CHAPTER VII

THE LOTTERY

Just as the spin of a coin may mean loss or gain in some trumpery dispute or game of the hour, in like manner, apparently, are the graver issues of life or death determined at times. It is not so, we know. Behind the triviality on which men fasten with amazement as the governing factor in events there lies an inscrutable purpose. Yet, to those watching the destruction of the splendid vessel, there was little evidence of other than a blind fury in the fashion of her undoing.

The hoarse words had scarce left Brand's lips before a third wave, higher and more truculent than its predecessors, sprang right over the lost ship and smothered her in an avalanche of water. No doubt this monster swept away some of the officers and crew. It was impossible to be certain of aught save the one thing—that the steamer would surely break up before their eyes. The wind, now blowing in fierce gusts, the sea, rising each minute, the clouds of spray chasing each other in eerie flights through space, the grinding, incessant, utterly overwhelming noise of the reef, made all sights and sounds indefinite, nebulous, almost fantastic.

But when the giant billow receded, leaving the ship like a dark rock in the midst of innumerable cascades, the catastrophe took place which Brand would have foreseen were his thoughts less tumultuous. With the support of the sea withdrawn from half its length the huge hull must either slip back into deep water or break in two. The slender steel shell of an ocean liner is not constructed to resist the law of gravity acting on full five thousand tons. So the solid-looking colossus cracked like a carrot, and the after part fell back into the watery chasm, there to be swallowed instantly, amidst a turmoil which happily drowned the despairing shrieks of far more than half of those on board.
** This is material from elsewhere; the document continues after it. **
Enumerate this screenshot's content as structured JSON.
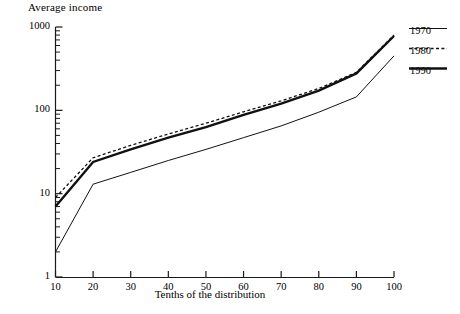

Constance and Enid screamed bitterly in their woe, but again they were saved from utter collapse by the exigencies of the moment. Brand, who expected to see the remainder of the ship blown up by the inrushing of the sea to the furnaces, dragged them forcibly below the level of the protecting balustrade.

Yet nothing of the sort took place. A vast cloud of steam rushed upwards, but it was dissipated by the next breath of the gale. This incident told the lighthouse-keeper much. The vessel had been disabled so long that her skilful commander, finding the motive power of no further avail, and certain that his ship must be driven ashore, had ordered the fires to be drawn and the steam to be exhausted from all boilers except one. Therefore, her shaft was broken, reasoned Brand. Probably the accident had occurred during the height of the hurricane, and her steering gear, of little use without the driving force of the engines to help, might have been disabled at the same time.

When the horror-stricken watchers looked again at the wreck the forward part had shifted its position. It was now lying broadside on to the seas, and the lofty foremast thrust its truck to within a few feet of them.

They were spared one ghastly scene which must surely have bereft the girls of their senses. The majority of the first-class passengers had gathered in the saloon. Some clung like limpets to the main gangway. A number, mostly men, crowded together in the drawing-room on the promenade deck. Farther than this they could not go, as the companion hatchways had been locked by the officer of the watch, the decks being quite impassable.